Thursday, February 28, 6:30 p.m.:
(French Studies Colloquium, La Maison française)
Martin EVANS, Professor in Contemporary European History (University of Sussex), author of Algeria: France’s Undeclared War (Oxford UP, 2012):
The 1956 French Republican Front’s ‘Civilizing Mission’: Algeria, the Cold War and the Third Way
Abstract:
This lecture will examine why the left-wing Republican Front Government, elected in January 1956 and led by the Socialist Party General Secretary, Guy Mollet, intensified the Algerian War in February, March and April, passing the ‘special powers’, recalling reservists and launching a concerted policy to win Muslim ‘hearts and minds’. It will analyze how this strategy, entitled ‘pacification’, was justified in terms of a third way between settler extremism and the FLN.

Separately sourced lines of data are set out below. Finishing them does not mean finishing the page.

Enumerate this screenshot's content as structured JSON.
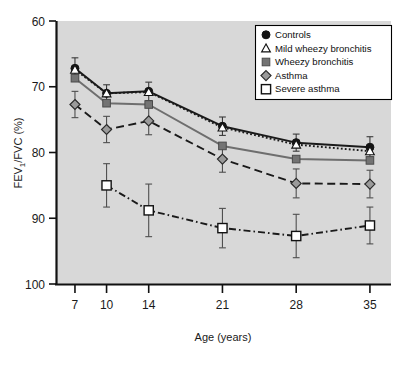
{
  "figure": {
    "background_color": "#ffffff",
    "plot_background_color": "#d8d8d8",
    "axis_color": "#111111"
  },
  "axes": {
    "y_title": "FEV₁/FVC (%)",
    "x_title": "Age (years)",
    "y_ticks": [
      "100",
      "90",
      "80",
      "70",
      "60"
    ],
    "x_ticks": [
      "7",
      "10",
      "14",
      "21",
      "28",
      "35"
    ]
  },
  "legend": {
    "position": "top-right",
    "entries": [
      {
        "label": "Controls",
        "marker": "filled-circle-icon",
        "color": "#1a1a1a"
      },
      {
        "label": "Mild wheezy bronchitis",
        "marker": "open-triangle-icon",
        "color": "#1a1a1a"
      },
      {
        "label": "Wheezy bronchitis",
        "marker": "filled-square-icon",
        "color": "#666666"
      },
      {
        "label": "Asthma",
        "marker": "grey-diamond-icon",
        "color": "#8a8a8a"
      },
      {
        "label": "Severe asthma",
        "marker": "open-square-icon",
        "color": "#ffffff"
      }
    ]
  },
  "chart_data": {
    "type": "line",
    "title": "",
    "xlabel": "Age (years)",
    "ylabel": "FEV₁/FVC (%)",
    "xlim": [
      5.2,
      37.0
    ],
    "ylim": [
      57.5,
      100.8
    ],
    "x": [
      7,
      10,
      14,
      21,
      28,
      35
    ],
    "xticks": [
      7,
      10,
      14,
      21,
      28,
      35
    ],
    "yticks": [
      60,
      70,
      80,
      90,
      100
    ],
    "grid": false,
    "legend_position": "upper right",
    "series": [
      {
        "name": "Controls",
        "color": "#1a1a1a",
        "linestyle": "solid",
        "marker": "filled-circle",
        "x": [
          7,
          10,
          14,
          21,
          28,
          35
        ],
        "values": [
          92.8,
          89.0,
          89.3,
          84.0,
          81.5,
          80.8
        ],
        "error": [
          1.6,
          1.3,
          1.4,
          1.4,
          1.3,
          1.6
        ]
      },
      {
        "name": "Mild wheezy bronchitis",
        "color": "#1a1a1a",
        "linestyle": "dotted",
        "marker": "open-triangle",
        "x": [
          7,
          10,
          14,
          21,
          28,
          35
        ],
        "values": [
          92.6,
          89.0,
          89.2,
          83.8,
          81.2,
          80.2
        ],
        "error": [
          0,
          0,
          0,
          0,
          0,
          0
        ]
      },
      {
        "name": "Wheezy bronchitis",
        "color": "#6e6e6e",
        "linestyle": "solid",
        "marker": "filled-square",
        "x": [
          7,
          10,
          14,
          21,
          28,
          35
        ],
        "values": [
          91.3,
          87.5,
          87.3,
          81.0,
          79.0,
          78.8
        ],
        "error": [
          0,
          0,
          0,
          0,
          0,
          0
        ]
      },
      {
        "name": "Asthma",
        "color": "#1a1a1a",
        "linestyle": "dashed",
        "marker": "grey-diamond",
        "x": [
          7,
          10,
          14,
          21,
          28,
          35
        ],
        "values": [
          87.3,
          83.5,
          84.8,
          79.0,
          75.3,
          75.2
        ],
        "error": [
          2.0,
          2.0,
          2.1,
          2.0,
          2.2,
          2.1
        ]
      },
      {
        "name": "Severe asthma",
        "color": "#1a1a1a",
        "linestyle": "dash-dot",
        "marker": "open-square",
        "x": [
          10,
          14,
          21,
          28,
          35
        ],
        "values": [
          75.0,
          71.2,
          68.5,
          67.3,
          68.9
        ],
        "error": [
          3.3,
          4.0,
          3.0,
          3.3,
          2.8
        ]
      }
    ]
  }
}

At the same time this paper will set the Republican Front policy within the wider international context. It will analyze how strategy in Algeria was seen to be inseparable from opposition to pan-Arab Egypt and support for socialist Israel. Within this schema the Republican Front Government stressed the symmetry between France and Israel. Both were seen to be ‘civilized’. Both were seen to be ‘democratic’. Both were seen to be involved in a struggle against ‘feudalism’ and pan-Arab nationalism. Support for socialist Israel was seen to be an example of international solidarity against Nasser whose pan-Arab nationalism, it was argued, was ultimately controlled by the Soviet Union. It was also motivated by the belief that weakening Nasser through Israel would also destroy the FLN. In this way the paper will examine how support for Israel intersected with Cold War anti-communism, memories of appeasement and concepts of a democratic anti-communist ‘Eur-Afrique’.